主催: 人工知能学会
会議名: 第73回 言語・音声理解と対話処理研究会
回次: 73
開催地: 東京大学本郷キャンパス 工学部新2号館9階 93B
開催日: 2015/03/09
p. 09-
This study offers a critique of representationalist theories of cognition by observing how embodied actions, such as speakers' mouth movements during speech and listeners' nodding to indicate a collaborative attitude, are encoded as bodily memories. This paper draws on a corpus-based micro-analysis of multimodal interaction using sign language and tactile sign language and considers two phenomena: (1) the use of mouthing during sign language interaction, and (2) the use of nodding and backchannel cues during tactile sign language interaction. In analysis 1, I found that native signers used mouthing in ways that resembled its original function (e.g., for conveying images of unknown words in their minds). In analysis 2, I found examples in which, at early stages of using tactile sign language, deafblind individuals with congenital deafness used nodding and backchannel cues similar to a visual signer's. However, deafblind individuals with a long history of tactile signing shifted drastically toward a more tactile modality for expressing backchannel cues. As a result of these observations, I apply insights from research regarding embodied actions to communication involving sign language and tactile sign language.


**Assigned task**
The lines below that include the word "Class" are to be reported.

**Input**
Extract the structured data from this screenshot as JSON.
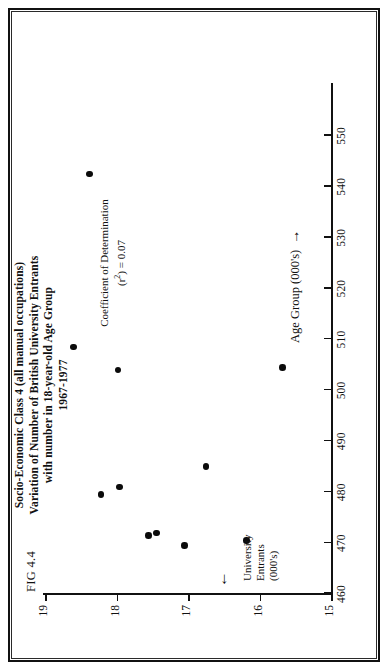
{
  "figure": {
    "number_label": "FIG 4.4",
    "title_lines": [
      "Socio-Economic Class 4 (all manual occupations)",
      "Variation of Number of British University Entrants",
      "with number in 18-year-old Age Group",
      "1967-1977"
    ],
    "annotation": {
      "line1": "Coefficient of Determination",
      "line2_prefix": "(r",
      "line2_sup": "2",
      "line2_suffix": ") = 0.07"
    },
    "y_axis_caption_lines": [
      "University",
      "Entrants",
      "(000's)"
    ],
    "y_axis_arrow": "←",
    "x_axis_caption": "Age Group (000's)",
    "x_axis_arrow": "→"
  },
  "chart_data": {
    "type": "scatter",
    "title": "Socio-Economic Class 4 (all manual occupations) Variation of Number of British University Entrants with number in 18-year-old Age Group 1967-1977",
    "xlabel": "Age Group (000's)",
    "ylabel": "University Entrants (000's)",
    "xlim": [
      460,
      560
    ],
    "ylim": [
      15,
      19
    ],
    "xticks": [
      460,
      470,
      480,
      490,
      500,
      510,
      520,
      530,
      540,
      550
    ],
    "yticks": [
      15,
      16,
      17,
      18,
      19
    ],
    "xtick_labels": [
      "460",
      "470",
      "480",
      "490",
      "500",
      "510",
      "520",
      "530",
      "540",
      "550"
    ],
    "ytick_labels": [
      "15",
      "16",
      "17",
      "18",
      "19"
    ],
    "grid": false,
    "legend": false,
    "annotations": [
      "Coefficient of Determination (r2) = 0.07"
    ],
    "r_squared": 0.07,
    "points": [
      {
        "x": 479.5,
        "y": 18.22
      },
      {
        "x": 481.0,
        "y": 17.96
      },
      {
        "x": 471.5,
        "y": 17.55
      },
      {
        "x": 472.0,
        "y": 17.44
      },
      {
        "x": 469.5,
        "y": 17.05
      },
      {
        "x": 485.0,
        "y": 16.75
      },
      {
        "x": 470.5,
        "y": 16.18
      },
      {
        "x": 508.5,
        "y": 18.6
      },
      {
        "x": 504.0,
        "y": 17.98
      },
      {
        "x": 504.5,
        "y": 15.68
      },
      {
        "x": 542.5,
        "y": 18.38
      }
    ]
  }
}
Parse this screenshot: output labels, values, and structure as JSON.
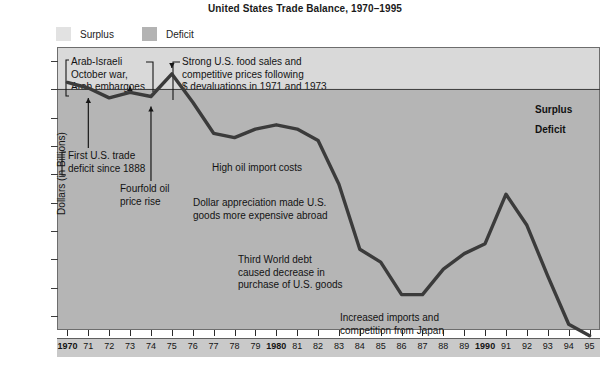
{
  "chart_data": {
    "type": "line",
    "title": "United States Trade Balance, 1970–1995",
    "xlabel": "",
    "ylabel": "Dollars (in Billions)",
    "ylim": [
      -170,
      30
    ],
    "xlim": [
      1970,
      1995
    ],
    "grid": false,
    "legend_position": "top-left",
    "legend": [
      {
        "label": "Surplus",
        "color": "#e2e2e2"
      },
      {
        "label": "Deficit",
        "color": "#b3b3b3"
      }
    ],
    "ytick_labels": [
      "20",
      "0",
      "–20",
      "–40",
      "–60",
      "–80",
      "–100",
      "–120",
      "–140",
      "–160"
    ],
    "ytick_values": [
      20,
      0,
      -20,
      -40,
      -60,
      -80,
      -100,
      -120,
      -140,
      -160
    ],
    "xtick_labels": [
      "1970",
      "71",
      "72",
      "73",
      "74",
      "75",
      "76",
      "77",
      "78",
      "79",
      "1980",
      "81",
      "82",
      "83",
      "84",
      "85",
      "86",
      "87",
      "88",
      "89",
      "1990",
      "91",
      "92",
      "93",
      "94",
      "95"
    ],
    "x": [
      1970,
      1971,
      1972,
      1973,
      1974,
      1975,
      1976,
      1977,
      1978,
      1979,
      1980,
      1981,
      1982,
      1983,
      1984,
      1985,
      1986,
      1987,
      1988,
      1989,
      1990,
      1991,
      1992,
      1993,
      1994,
      1995
    ],
    "values": [
      5,
      1,
      -6,
      -2,
      -5,
      11,
      -9,
      -31,
      -34,
      -28,
      -25,
      -28,
      -36,
      -67,
      -113,
      -122,
      -145,
      -145,
      -127,
      -116,
      -109,
      -74,
      -96,
      -132,
      -166,
      -174
    ],
    "series": [
      {
        "name": "U.S. Trade Balance",
        "color": "#3b3b3b",
        "values": [
          5,
          1,
          -6,
          -2,
          -5,
          11,
          -9,
          -31,
          -34,
          -28,
          -25,
          -28,
          -36,
          -67,
          -113,
          -122,
          -145,
          -145,
          -127,
          -116,
          -109,
          -74,
          -96,
          -132,
          -166,
          -174
        ]
      }
    ],
    "zero_line_labels": {
      "above": "Surplus",
      "below": "Deficit"
    },
    "annotations": [
      {
        "name": "arab-israeli",
        "text": "Arab-Israeli\nOctober war,\nArab embargoes",
        "points_to_year": 1973
      },
      {
        "name": "strong-food-sales",
        "text": "Strong U.S. food sales and\ncompetitive prices following\n$ devaluations in 1971 and 1973",
        "points_to_year": 1975
      },
      {
        "name": "first-trade-deficit",
        "text": "First U.S. trade\ndeficit since 1888",
        "points_to_year": 1971
      },
      {
        "name": "fourfold-oil-price",
        "text": "Fourfold oil\nprice rise",
        "points_to_year": 1974
      },
      {
        "name": "high-oil-import-costs",
        "text": "High oil import costs",
        "points_to_year": 1978
      },
      {
        "name": "dollar-appreciation",
        "text": "Dollar appreciation made U.S.\ngoods more expensive abroad",
        "points_to_year": 1982
      },
      {
        "name": "third-world-debt",
        "text": "Third World debt\ncaused decrease in\npurchase of U.S. goods",
        "points_to_year": 1984
      },
      {
        "name": "increased-imports-japan",
        "text": "Increased imports and\ncompetition from Japan",
        "points_to_year": 1987
      }
    ]
  },
  "title": "United States Trade Balance, 1970–1995",
  "legend": {
    "surplus_label": "Surplus",
    "deficit_label": "Deficit"
  },
  "axis": {
    "y_title": "Dollars (in Billions)",
    "y_ticks": [
      "20",
      "0",
      "–20",
      "–40",
      "–60",
      "–80",
      "–100",
      "–120",
      "–140",
      "–160"
    ],
    "x_ticks": [
      "1970",
      "71",
      "72",
      "73",
      "74",
      "75",
      "76",
      "77",
      "78",
      "79",
      "1980",
      "81",
      "82",
      "83",
      "84",
      "85",
      "86",
      "87",
      "88",
      "89",
      "1990",
      "91",
      "92",
      "93",
      "94",
      "95"
    ]
  },
  "plot_labels": {
    "surplus": "Surplus",
    "deficit": "Deficit"
  },
  "annotations": {
    "arab_israeli_l1": "Arab-Israeli",
    "arab_israeli_l2": "October war,",
    "arab_israeli_l3": "Arab embargoes",
    "strong_food_l1": "Strong U.S. food sales and",
    "strong_food_l2": "competitive prices following",
    "strong_food_l3": "$ devaluations in 1971 and 1973",
    "first_deficit_l1": "First U.S. trade",
    "first_deficit_l2": "deficit since 1888",
    "fourfold_l1": "Fourfold oil",
    "fourfold_l2": "price rise",
    "high_oil": "High oil import costs",
    "dollar_l1": "Dollar appreciation made U.S.",
    "dollar_l2": "goods more expensive abroad",
    "third_world_l1": "Third World debt",
    "third_world_l2": "caused decrease in",
    "third_world_l3": "purchase of U.S. goods",
    "japan_l1": "Increased imports and",
    "japan_l2": "competition from Japan"
  },
  "colors": {
    "plot_deficit_fill": "#b5b5b5",
    "plot_surplus_fill": "#d9d9d9",
    "line": "#3b3b3b",
    "frame": "#6d6d6d"
  }
}
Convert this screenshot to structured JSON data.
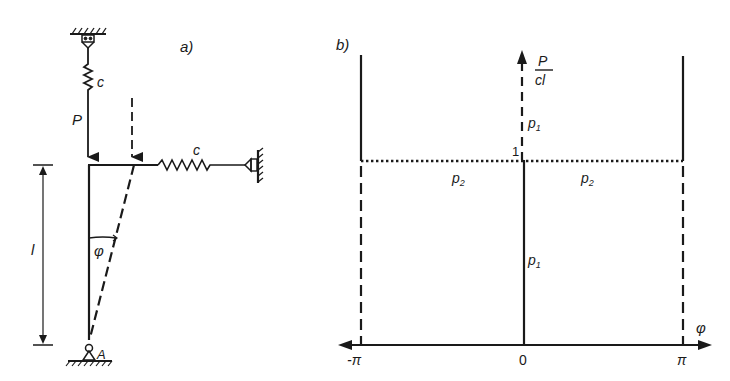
{
  "figure": {
    "panel_a": {
      "label": "a)",
      "spring_top_label": "c",
      "spring_right_label": "c",
      "load_label": "P",
      "length_label": "l",
      "angle_label": "φ",
      "pivot_label": "A"
    },
    "panel_b": {
      "label": "b)",
      "y_axis_label_num": "P",
      "y_axis_label_den": "cl",
      "x_axis_label": "φ",
      "level_label": "1",
      "x_ticks": [
        "-π",
        "0",
        "π"
      ],
      "branch_labels": {
        "p1_upper": "p",
        "p1_upper_sub": "1",
        "p1_lower": "p",
        "p1_lower_sub": "1",
        "p2_left": "p",
        "p2_left_sub": "2",
        "p2_right": "p",
        "p2_right_sub": "2"
      }
    },
    "colors": {
      "ink": "#1a1a1a",
      "background": "#ffffff"
    }
  }
}
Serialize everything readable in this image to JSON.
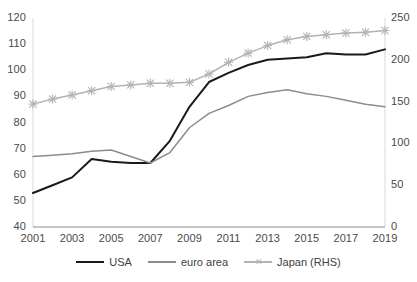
{
  "chart_data": {
    "type": "line",
    "title": "",
    "xlabel": "",
    "ylabel": "",
    "grid": false,
    "legend_position": "bottom",
    "x": [
      2001,
      2002,
      2003,
      2004,
      2005,
      2006,
      2007,
      2008,
      2009,
      2010,
      2011,
      2012,
      2013,
      2014,
      2015,
      2016,
      2017,
      2018,
      2019
    ],
    "xticks": [
      "2001",
      "2003",
      "2005",
      "2007",
      "2009",
      "2011",
      "2013",
      "2015",
      "2017",
      "2019"
    ],
    "left_axis": {
      "ticks": [
        "40",
        "50",
        "60",
        "70",
        "80",
        "90",
        "100",
        "110",
        "120"
      ],
      "min": 40,
      "max": 120
    },
    "right_axis": {
      "ticks": [
        "0",
        "50",
        "100",
        "150",
        "200",
        "250"
      ],
      "min": 0,
      "max": 250
    },
    "series": [
      {
        "name": "USA",
        "axis": "left",
        "color": "#1a1a1a",
        "marker": "none",
        "values": [
          53,
          56,
          59,
          66,
          65,
          64.5,
          64.5,
          73,
          86,
          95.5,
          99,
          102,
          104,
          104.5,
          105,
          106.5,
          106,
          106,
          108
        ]
      },
      {
        "name": "euro area",
        "axis": "left",
        "color": "#8c8c8c",
        "marker": "none",
        "values": [
          67,
          67.5,
          68,
          69,
          69.5,
          67,
          64.5,
          68.5,
          78,
          83.5,
          86.5,
          90,
          91.5,
          92.5,
          91,
          90,
          88.5,
          87,
          86
        ]
      },
      {
        "name": "Japan (RHS)",
        "axis": "right",
        "color": "#b3b3b3",
        "marker": "x",
        "values": [
          147,
          153,
          158,
          163,
          168,
          170,
          172,
          172,
          173,
          183,
          197,
          208,
          217,
          224,
          228,
          230,
          232,
          233,
          235
        ]
      }
    ]
  }
}
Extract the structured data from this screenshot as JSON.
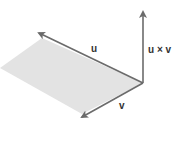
{
  "diagram": {
    "labels": {
      "u": "u",
      "v": "v",
      "cross": "u × v"
    },
    "colors": {
      "arrow": "#6b6b6b",
      "plane": "#e3e3e3",
      "text": "#333333",
      "background": "#ffffff"
    }
  }
}
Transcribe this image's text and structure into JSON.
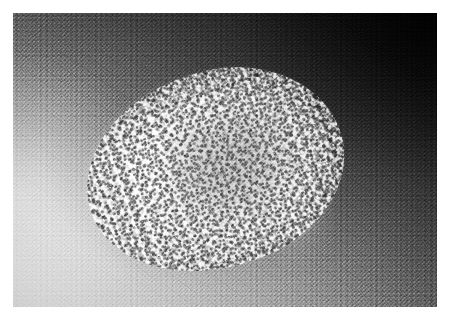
{
  "image": {
    "domain": "Natural-Image",
    "kind": "grayscale-photomicrograph",
    "subject": "verrucous granular lesion on textured skin surface",
    "caption": "",
    "canvas": {
      "width": 449,
      "height": 321
    },
    "margin": {
      "color": "#ffffff",
      "top": 13,
      "left": 13,
      "right": 12,
      "bottom": 14
    },
    "plate": {
      "x": 13,
      "y": 13,
      "width": 424,
      "height": 294
    },
    "palette": {
      "margin_white": "#ffffff",
      "background_light": "#d6d6d6",
      "background_mid": "#949494",
      "background_dark": "#242424",
      "background_darkest": "#151515",
      "lesion_bright": "#e8e8e8",
      "lesion_highlight": "#ffffff",
      "lesion_core_shadow": "#4a4a4a",
      "speckle_dark": "#191919"
    },
    "lighting": {
      "gradient_direction": "lower-left light to upper-right dark",
      "gradient_angle_deg": 34,
      "brightest_corner": "bottom-left",
      "darkest_corner": "top-right"
    },
    "lesion": {
      "shape": "irregular ellipse",
      "center_x": 215,
      "center_y": 170,
      "width": 262,
      "height": 196,
      "rotation_deg": -19,
      "texture": "granular cauliflower-like micronodules with bright speckles",
      "edge_left": "soft diffuse fade into light background",
      "edge_right": "ragged jagged boundary against dark background",
      "core": "slightly darker mottled depression right of center"
    },
    "texture": {
      "grain": "fine film grain",
      "fibre_direction_deg": -8,
      "noise_scale_px": 1
    }
  }
}
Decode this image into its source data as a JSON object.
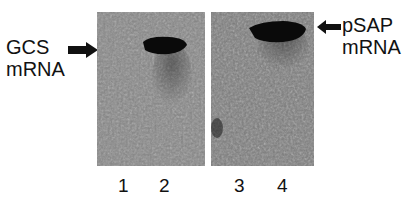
{
  "figure": {
    "left_label": {
      "line1": "GCS",
      "line2": "mRNA"
    },
    "right_label": {
      "line1": "pSAP",
      "line2": "mRNA"
    },
    "lanes": [
      "1",
      "2",
      "3",
      "4"
    ],
    "colors": {
      "background": "#ffffff",
      "gel": "#7d7d7d",
      "band": "#0a0a0a",
      "text": "#111111"
    }
  }
}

**Answer**
      "Socio-Economic Class 4 (all manual occupations)",
    "title": "Socio-Economic Class 4 (all manual occupations) Variation of Number of British University Entrants with number in 18-year-old Age Group 1967-1977",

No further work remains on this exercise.